C++ - Defining 1 Bit Bools


What are the consequences of defining a structure as follows:

typedef struct {
    bool          Bit0 : 1;    //Bit 0
    bool          Bit1 : 1;
    bool          Bit2 : 1;
    bool          Bit3 : 1;
    bool          Bit4 : 1;
    bool          Bit5 : 1;
    bool          Bit6 : 1;
    bool          Bit7 : 1;     //Bit 7
    char          SomeOtherData;
}Char16Bits;

...

Char16Bits MyStructure;

MyStructure.Bit0 = true;
MyStructure.Bit1 = false;

In my test program everything seems fine, each of the "Bit0-7" only occupies 1 bit and I can see them in memory working as expected. The "SomeOtherData" char appears to be the second byte of the structure in memory when looking at the VS2010 Memory window which is all good.

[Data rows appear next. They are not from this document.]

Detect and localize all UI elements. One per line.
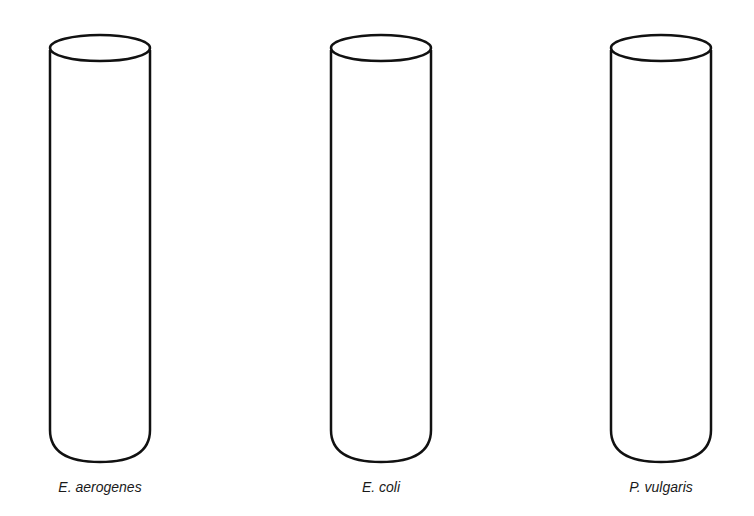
tube-label-2: E. coli — [301, 479, 461, 495]
tube-label-1: E. aerogenes — [20, 479, 180, 495]
test-tube-3 — [611, 35, 711, 462]
tube-label-3: P. vulgaris — [581, 479, 741, 495]
tubes-diagram — [0, 0, 754, 516]
test-tube-2 — [331, 35, 431, 462]
test-tube-1 — [50, 35, 150, 462]
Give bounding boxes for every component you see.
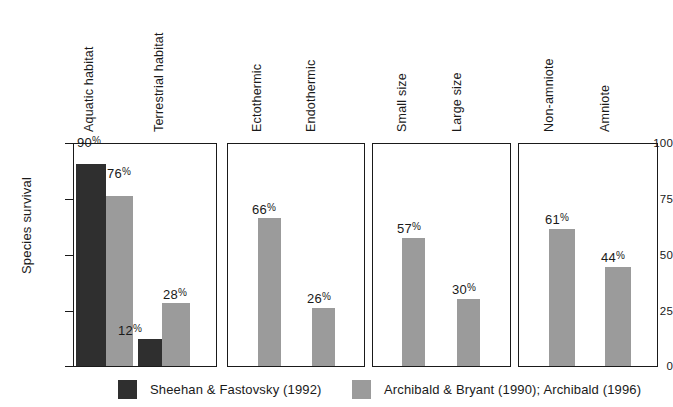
y-tick-mark-50 — [65, 255, 73, 256]
legend: Sheehan & Fastovsky (1992) Archibald & B… — [0, 378, 673, 402]
bar-aquatic-sheehan — [76, 164, 106, 366]
bar-ectothermic-archibald — [258, 218, 281, 366]
bar-value-endothermic: 26% — [307, 292, 331, 305]
bar-value-large-size: 30% — [452, 283, 476, 296]
category-label-small-size: Small size — [395, 73, 409, 132]
panel-body-size — [372, 143, 511, 367]
legend-entry-sheehan-fastovsky: Sheehan & Fastovsky (1992) — [118, 378, 322, 400]
species-survival-bar-chart: 100 75 50 25 0 Species survival 90% 76% … — [0, 0, 673, 407]
category-label-aquatic-habitat: Aquatic habitat — [82, 46, 96, 132]
bar-value-non-amniote: 61% — [545, 213, 569, 226]
category-label-non-amniote: Non-amniote — [542, 58, 556, 132]
bar-amniote-archibald — [605, 267, 631, 366]
legend-label-sheehan: Sheehan & Fastovsky (1992) — [150, 382, 322, 397]
bar-non-amniote-archibald — [549, 229, 575, 366]
category-label-amniote: Amniote — [598, 85, 612, 132]
bar-value-ectothermic: 66% — [252, 203, 276, 216]
legend-swatch-icon-sheehan — [118, 380, 137, 399]
bar-small-size-archibald — [402, 238, 425, 366]
category-label-endothermic: Endothermic — [304, 60, 318, 132]
bar-value-terrestrial-archibald: 28% — [163, 288, 187, 301]
bar-terrestrial-sheehan — [138, 339, 162, 366]
y-tick-mark-25 — [65, 311, 73, 312]
legend-label-archibald: Archibald & Bryant (1990); Archibald (19… — [384, 382, 641, 397]
category-label-terrestrial-habitat: Terrestrial habitat — [152, 32, 166, 132]
legend-entry-archibald: Archibald & Bryant (1990); Archibald (19… — [352, 378, 641, 400]
panel-habitat — [73, 143, 217, 367]
bar-terrestrial-archibald — [162, 303, 190, 366]
panel-thermoregulation — [227, 143, 365, 367]
bar-value-aquatic-archibald: 76% — [107, 167, 131, 180]
bar-value-amniote: 44% — [601, 251, 625, 264]
y-tick-mark-75 — [65, 199, 73, 200]
category-label-large-size: Large size — [450, 72, 464, 132]
bar-endothermic-archibald — [312, 308, 335, 366]
bar-value-small-size: 57% — [397, 222, 421, 235]
bar-large-size-archibald — [457, 299, 480, 366]
y-tick-mark-0 — [65, 366, 73, 367]
y-tick-mark-100 — [65, 143, 73, 144]
category-label-ectothermic: Ectothermic — [250, 64, 264, 132]
legend-swatch-icon-archibald — [352, 380, 371, 399]
bar-aquatic-archibald — [106, 196, 133, 366]
y-axis-title: Species survival — [19, 156, 34, 296]
panel-amniote — [518, 143, 658, 367]
bar-value-aquatic-sheehan: 90% — [77, 136, 101, 149]
bar-value-terrestrial-sheehan: 12% — [118, 324, 142, 337]
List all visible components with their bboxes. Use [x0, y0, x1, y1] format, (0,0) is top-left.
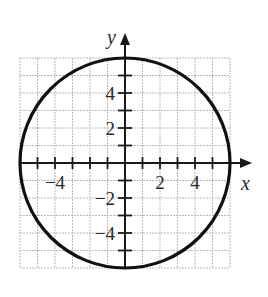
x-axis-label: x — [240, 172, 250, 194]
y-tick-label: 2 — [106, 118, 116, 139]
y-tick-label: 4 — [106, 83, 116, 104]
y-tick-label: −2 — [95, 188, 115, 209]
x-tick-label: 2 — [155, 172, 165, 193]
y-axis-arrow-icon — [120, 33, 130, 45]
y-axis-label: y — [105, 26, 116, 49]
x-tick-label: −4 — [45, 172, 66, 193]
circle-graph: −42442−2−4 x y — [0, 0, 268, 297]
x-axis-arrow-icon — [240, 158, 252, 168]
y-tick-label: −4 — [95, 223, 116, 244]
x-tick-label: 4 — [190, 172, 200, 193]
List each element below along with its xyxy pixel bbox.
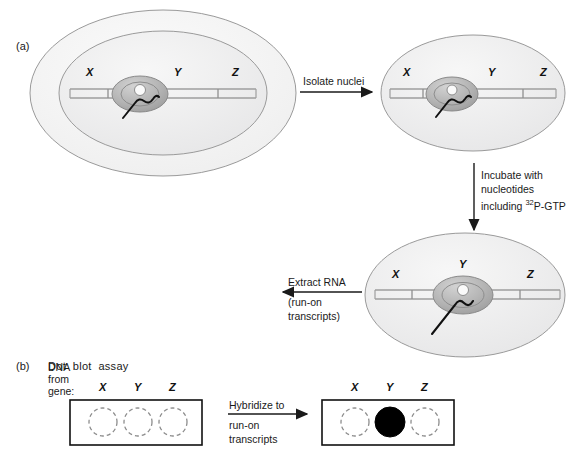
step-hybridize-line-2: run-on: [229, 419, 259, 432]
gene-label-x-cell-1: X: [86, 66, 93, 78]
step-extract-rna-line-3: transcripts): [288, 310, 340, 323]
cell-intact: [30, 10, 296, 176]
cell-incubated-nucleus: [365, 233, 565, 357]
gene-label-x-cell-2: X: [403, 66, 410, 78]
step-incubate-line-3: including 32P-GTP: [481, 197, 566, 212]
step-hybridize-line-1: Hybridize to: [229, 399, 284, 412]
dna-from-gene-line-2: from: [48, 373, 69, 385]
dot-blot-after-header-y: Y: [386, 381, 393, 393]
gene-label-z-cell-3: Z: [527, 268, 534, 280]
gene-label-y-cell-2: Y: [488, 66, 495, 78]
panel-letter-b: (b): [16, 360, 29, 372]
step-hybridize-line-3: transcripts: [229, 433, 277, 446]
dot-blot-before-panel: [70, 400, 202, 445]
gene-label-y-cell-3: Y: [459, 258, 466, 270]
step-extract-rna-line-1: Extract RNA: [288, 276, 346, 289]
step-incubate-line-3-pre: including: [481, 200, 525, 212]
figure-root: (a) (b) Dot blot assay X Y Z X Y Z X Y Z…: [0, 0, 571, 460]
step-incubate-line-3-post: P-GTP: [534, 200, 566, 212]
gene-label-y-cell-1: Y: [174, 66, 181, 78]
dna-from-gene-line-1: DNA: [48, 361, 70, 373]
isotope-superscript: 32: [525, 198, 533, 207]
step-isolate-nuclei-label: Isolate nuclei: [303, 75, 364, 88]
cell-isolated-nucleus: [381, 35, 565, 151]
dot-blot-after-header-x: X: [351, 381, 358, 393]
dot-blot-before-header-y: Y: [134, 381, 141, 393]
step-incubate-line-2: nucleotides: [481, 183, 534, 196]
gene-label-z-cell-2: Z: [540, 66, 547, 78]
step-extract-rna-line-2: (run-on: [288, 296, 322, 309]
dot-blot-before-header-x: X: [99, 381, 106, 393]
gene-label-x-cell-3: X: [392, 268, 399, 280]
panel-letter-a: (a): [16, 40, 29, 52]
step-incubate-line-1: Incubate with: [481, 169, 543, 182]
gene-label-z-cell-1: Z: [232, 66, 239, 78]
dot-blot-after-panel: [322, 400, 454, 445]
dot-blot-before-header-z: Z: [169, 381, 176, 393]
dna-from-gene-line-3: gene:: [48, 385, 74, 397]
dot-blot-after-header-z: Z: [421, 381, 428, 393]
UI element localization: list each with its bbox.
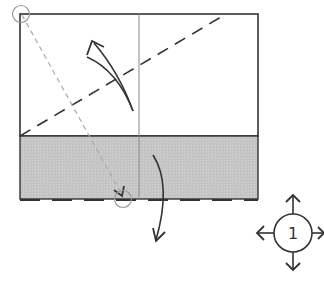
- rotate-symbol-icon: 1: [257, 195, 324, 270]
- step-number: 1: [288, 224, 298, 243]
- origami-diagram: 1: [0, 0, 324, 289]
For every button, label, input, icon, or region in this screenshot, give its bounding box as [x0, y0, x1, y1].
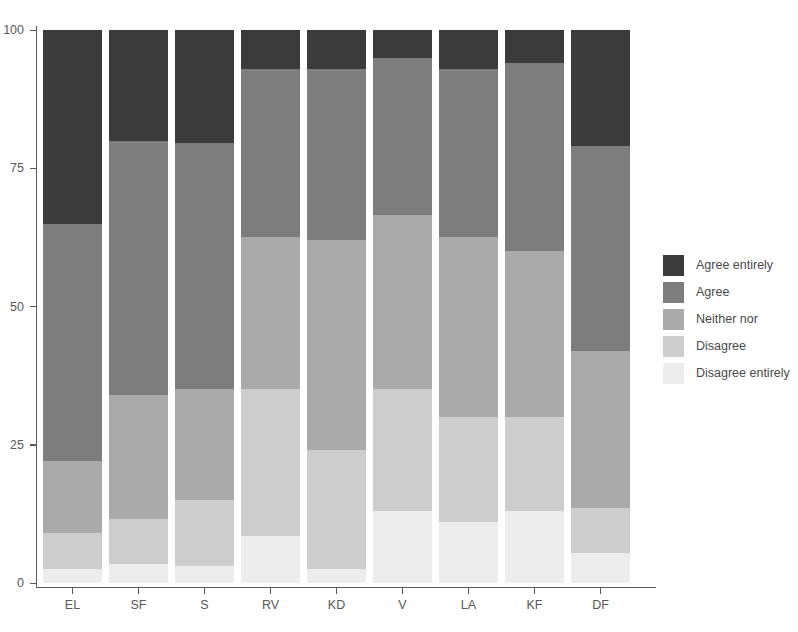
- x-tick-label-la: LA: [434, 599, 504, 612]
- bar-segment: [307, 69, 366, 240]
- bar-segment: [571, 146, 630, 351]
- legend-label: Agree: [696, 286, 729, 299]
- bar-segment: [307, 240, 366, 450]
- bar-segment: [43, 224, 102, 462]
- bar-segment: [43, 30, 102, 224]
- bar-segment: [109, 141, 168, 395]
- bar-segment: [109, 30, 168, 141]
- bar-column-kd: [307, 30, 366, 583]
- legend-label: Neither nor: [696, 313, 758, 326]
- bar-segment: [505, 251, 564, 417]
- bar-segment: [241, 30, 300, 69]
- y-tick-mark: [30, 583, 36, 584]
- plot-area: [43, 30, 631, 583]
- y-tick-label: 100: [0, 24, 24, 37]
- bar-segment: [175, 500, 234, 566]
- bar-segment: [439, 30, 498, 69]
- bar-segment: [373, 215, 432, 389]
- bar-segment: [241, 69, 300, 238]
- bar-segment: [175, 30, 234, 143]
- bar-segment: [505, 417, 564, 511]
- y-tick-mark: [30, 444, 36, 445]
- y-tick-label: 0: [0, 577, 24, 590]
- legend-swatch-icon: [663, 255, 684, 276]
- bar-column-la: [439, 30, 498, 583]
- bar-column-df: [571, 30, 630, 583]
- legend-label: Disagree: [696, 340, 746, 353]
- y-tick-label: 75: [0, 162, 24, 175]
- bar-segment: [373, 30, 432, 58]
- bar-column-s: [175, 30, 234, 583]
- bar-segment: [307, 569, 366, 583]
- legend-swatch-icon: [663, 363, 684, 384]
- bar-segment: [175, 389, 234, 500]
- bar-segment: [43, 461, 102, 533]
- bar-segment: [439, 237, 498, 417]
- x-tick-mark: [534, 588, 535, 594]
- legend-item[interactable]: Agree entirely: [663, 252, 790, 279]
- x-tick-mark: [270, 588, 271, 594]
- legend-item[interactable]: Disagree entirely: [663, 360, 790, 387]
- x-tick-mark: [72, 588, 73, 594]
- bar-segment: [571, 553, 630, 583]
- bar-segment: [373, 389, 432, 511]
- bar-segment: [43, 533, 102, 569]
- bar-segment: [373, 58, 432, 216]
- bar-segment: [43, 569, 102, 583]
- x-tick-mark: [402, 588, 403, 594]
- bar-segment: [571, 30, 630, 146]
- bar-segment: [571, 508, 630, 552]
- x-tick-mark: [138, 588, 139, 594]
- legend-label: Agree entirely: [696, 259, 773, 272]
- legend-swatch-icon: [663, 336, 684, 357]
- legend-swatch-icon: [663, 309, 684, 330]
- y-tick-label: 25: [0, 439, 24, 452]
- bar-segment: [505, 30, 564, 63]
- bar-segment: [571, 351, 630, 509]
- x-tick-label-kf: KF: [500, 599, 570, 612]
- y-tick-mark: [30, 306, 36, 307]
- x-tick-mark: [468, 588, 469, 594]
- x-tick-mark: [336, 588, 337, 594]
- bar-segment: [175, 566, 234, 583]
- bar-column-rv: [241, 30, 300, 583]
- x-tick-mark: [600, 588, 601, 594]
- legend-label: Disagree entirely: [696, 367, 790, 380]
- chart-legend: Agree entirelyAgreeNeither norDisagreeDi…: [663, 252, 790, 387]
- bar-segment: [109, 564, 168, 583]
- bar-column-kf: [505, 30, 564, 583]
- legend-item[interactable]: Disagree: [663, 333, 790, 360]
- bar-column-v: [373, 30, 432, 583]
- x-tick-label-s: S: [170, 599, 240, 612]
- bar-segment: [241, 237, 300, 389]
- legend-swatch-icon: [663, 282, 684, 303]
- x-tick-label-el: EL: [38, 599, 108, 612]
- stacked-bar-chart: Agree entirelyAgreeNeither norDisagreeDi…: [0, 0, 798, 632]
- x-axis-line: [36, 587, 656, 588]
- bar-segment: [373, 511, 432, 583]
- bar-segment: [439, 417, 498, 522]
- x-tick-label-sf: SF: [104, 599, 174, 612]
- y-tick-mark: [30, 30, 36, 31]
- bar-segment: [109, 519, 168, 563]
- bar-segment: [439, 69, 498, 238]
- bar-column-sf: [109, 30, 168, 583]
- bar-segment: [307, 450, 366, 569]
- legend-item[interactable]: Neither nor: [663, 306, 790, 333]
- bar-segment: [175, 143, 234, 389]
- legend-item[interactable]: Agree: [663, 279, 790, 306]
- x-tick-label-rv: RV: [236, 599, 306, 612]
- bar-segment: [439, 522, 498, 583]
- bar-segment: [505, 511, 564, 583]
- bar-column-el: [43, 30, 102, 583]
- y-tick-label: 50: [0, 301, 24, 314]
- x-tick-mark: [204, 588, 205, 594]
- bar-segment: [307, 30, 366, 69]
- bar-segment: [241, 389, 300, 536]
- bar-segment: [241, 536, 300, 583]
- bar-segment: [109, 395, 168, 519]
- x-tick-label-kd: KD: [302, 599, 372, 612]
- y-tick-mark: [30, 168, 36, 169]
- bar-segment: [505, 63, 564, 251]
- x-tick-label-v: V: [368, 599, 438, 612]
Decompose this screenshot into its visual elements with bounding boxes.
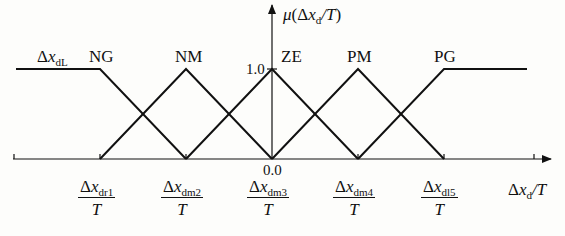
set-label-PM: PM bbox=[347, 48, 372, 65]
mf-NG bbox=[16, 69, 186, 159]
x-tick-label-2: Δxdm2 T bbox=[161, 178, 203, 218]
mf-PM bbox=[272, 69, 444, 159]
y-tick-label-1: 1.0 bbox=[246, 62, 265, 77]
x-axis-label: Δxd/T bbox=[508, 181, 546, 198]
mf-NM bbox=[100, 69, 272, 159]
y-axis-label: μ(Δxd/T) bbox=[283, 6, 341, 23]
x-tick-label-4: Δxdm4 T bbox=[333, 178, 375, 218]
set-label-NM: NM bbox=[175, 48, 202, 65]
left-limit-label: ΔxdL bbox=[37, 48, 68, 65]
x-tick-label-1: Δxdr1 T bbox=[78, 178, 115, 218]
set-label-ZE: ZE bbox=[281, 48, 302, 65]
set-label-PG: PG bbox=[434, 48, 456, 65]
mf-PG bbox=[358, 69, 527, 159]
x-tick-label-5: Δxdl5 T bbox=[421, 178, 458, 218]
origin-label: 0.0 bbox=[263, 163, 282, 178]
set-label-NG: NG bbox=[89, 48, 114, 65]
x-tick-label-3: Δxdm3 T bbox=[247, 178, 289, 218]
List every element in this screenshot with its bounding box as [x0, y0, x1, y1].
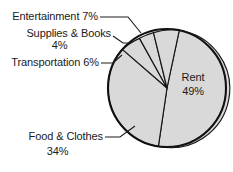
pie-label-rent-value: 49% [167, 85, 219, 98]
leader-line-supplies-and-books [113, 36, 131, 43]
pie-label-food-and-clothes: Food & Clothes [12, 130, 103, 143]
pie-label-transportation: Transportation 6% [0, 56, 99, 69]
pie-label-entertainment: Entertainment 7% [2, 10, 98, 23]
pie-chart: Entertainment 7% Supplies & Books 4% Tra… [0, 0, 233, 172]
pie-label-rent: Rent [167, 71, 219, 84]
pie-label-supplies-and-books-value: 4% [8, 39, 111, 52]
pie-label-food-and-clothes-value: 34% [12, 145, 103, 158]
pie-label-supplies-and-books: Supplies & Books [8, 27, 111, 40]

However, can I reliably assume that each of these bits will always only occupy 1 bit? If I memcpy 2 bytes into this structure, will the 2nd byte always reliably occupy the "SomeOtherData" char element in my structure?


Solution

  • Structure packing is always compiler-dependent, but most compilers should put this in two bytes.

    You can rely on sizeof(MyStructure) being the total size of the data structure (taking into account padding as discussed here Why isn't sizeof for a struct equal to the sum of sizeof of each member?), and offsetof(Char16Bits,SomeOtherData) being the correct offset of SomeOtherData.

    If you need to write code that assumes particular sizes or offsets, use assert() or static_assert() so that the code isn't allowed to run on platforms that don't follow your assumptions.